Projects are a pain, they lock you into a prolonged effort that becomes galling once you realise the subject of your project doesn't hold water somehow. I'm bad at projects because my entire life as a photographer has been that of an observer, I can adapt to any environment and any subject, nearly always working in available light. I like to observe and react, and I'm too addicted to the immediacy of what is around me, which doesn't lend itself well to consistency. And I'm impatient, so to force a long term 'theme' onto my work puts a big strain on it. But I do keep trying, hoping that something that might be loosely described as 'my style' carries me through.
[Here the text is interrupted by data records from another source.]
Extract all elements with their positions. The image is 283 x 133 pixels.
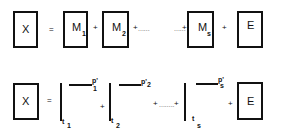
plus-sign: +: [174, 100, 179, 108]
equals-sign: =: [47, 97, 52, 105]
matrix-m1-label: M: [72, 22, 81, 33]
loading-vector-p1: [69, 84, 92, 86]
score-subscript-t2: 2: [116, 122, 120, 129]
plus-sign: +: [100, 103, 105, 111]
ellipsis: ........: [159, 101, 175, 108]
matrix-m2-label: M: [112, 22, 121, 33]
loading-label-p1: p': [92, 77, 98, 84]
loading-vector-ps: [196, 83, 218, 85]
ellipsis: ......: [138, 25, 150, 32]
score-label-t2: t: [111, 117, 113, 124]
score-label-ts: t: [192, 115, 194, 122]
loading-subscript-ps: s: [220, 82, 224, 89]
plus-sign: +: [182, 24, 187, 32]
plus-sign: +: [133, 24, 138, 32]
loading-subscript-p1: 1: [93, 85, 97, 92]
matrix-ms-label: M: [198, 22, 207, 33]
score-vector-ts: [184, 83, 186, 121]
score-label-t1: t: [62, 118, 64, 125]
score-subscript-ts: s: [197, 122, 201, 129]
matrix-x-label: X: [22, 24, 29, 35]
loading-subscript-p2: 2: [147, 81, 151, 88]
plus-sign: +: [228, 100, 233, 108]
matrix-e-label: E: [247, 96, 254, 107]
score-vector-t1: [60, 83, 62, 121]
plus-sign: +: [222, 24, 227, 32]
matrix-x-label: X: [22, 96, 29, 107]
matrix-ms-subscript: s: [207, 30, 211, 37]
matrix-e-label: E: [247, 20, 254, 31]
equals-sign: =: [49, 26, 54, 34]
matrix-m1-subscript: 1: [82, 30, 86, 37]
score-subscript-t1: 1: [67, 122, 71, 129]
matrix-m2-subscript: 2: [122, 30, 126, 37]
score-vector-t2: [109, 83, 111, 121]
loading-vector-p2: [119, 84, 141, 86]
plus-sign: +: [153, 100, 158, 108]
plus-sign: +: [93, 24, 98, 32]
Significant moments can tend tip me into bad thinking, and when such moments arise I'll maybe invent some 'clever' (read: half arsed) project, sometimes I will actually start it, but weeks, maybe days later I'll lose interest or find some reason why it's not working and stop.

I remember when my father died I promised myself to take my craft seriously, and devote to him something worthy, something to honour his years as an avid Kodachrome shooting amateur. A hugely ambitious plan that was doomed from the start even though he was the man who put my first proper camera in my hand, a fact I still feel needs marking in some way.
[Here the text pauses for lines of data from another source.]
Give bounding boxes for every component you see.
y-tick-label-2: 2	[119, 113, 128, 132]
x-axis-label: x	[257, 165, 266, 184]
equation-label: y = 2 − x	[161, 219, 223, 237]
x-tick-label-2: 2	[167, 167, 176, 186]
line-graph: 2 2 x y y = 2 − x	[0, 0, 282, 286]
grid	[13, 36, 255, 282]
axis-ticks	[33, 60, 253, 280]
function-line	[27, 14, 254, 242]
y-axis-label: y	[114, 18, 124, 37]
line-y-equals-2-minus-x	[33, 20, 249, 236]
The camera he gifted me was a Praktika, a camera made in communist East Germany. I find that gorgeously ironic because my father was, politically, as reactionary a man as you could get. I remember him as much as throwing me out of the house once when I challenged him on his opinion about the causes of the Irish Troubles. I like that Erich Honeker got one over on my dad.
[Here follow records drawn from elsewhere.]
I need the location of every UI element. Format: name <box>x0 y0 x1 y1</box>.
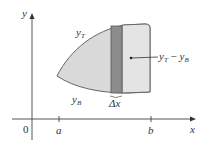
bottom-curve-label: yB <box>71 93 82 107</box>
tick-label-a: a <box>56 124 62 136</box>
y-axis-label: y <box>21 7 27 19</box>
area-between-curves-diagram: y x 0 a b yT yB yT − yB Δx <box>0 0 202 148</box>
top-curve-label: yT <box>75 26 86 40</box>
y-axis-arrow-icon <box>30 13 35 19</box>
delta-x-label: Δx <box>108 97 120 109</box>
x-axis-arrow-icon <box>190 117 196 122</box>
height-pointer-dot <box>130 57 133 60</box>
approximating-rectangle-strip <box>111 26 122 93</box>
height-label: yT − yB <box>158 50 189 64</box>
region-right-part <box>122 24 150 93</box>
origin-label: 0 <box>23 123 29 135</box>
tick-label-b: b <box>148 124 154 136</box>
x-axis-label: x <box>189 123 195 135</box>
It seems to be that with some of the cameras I buy, particularly ones I will not be using commercially, I pledge to use it as an artist would: seriously, with intent. Why? Well, because it's a good place to start, like a fresh note pad, but mostly I've always had this crazed idea that I would like to leave a legacy, and as the years persist in slipping through my fingers, the idea to at least do something that might possibly become a legacy gets even more pressing. So here I am again...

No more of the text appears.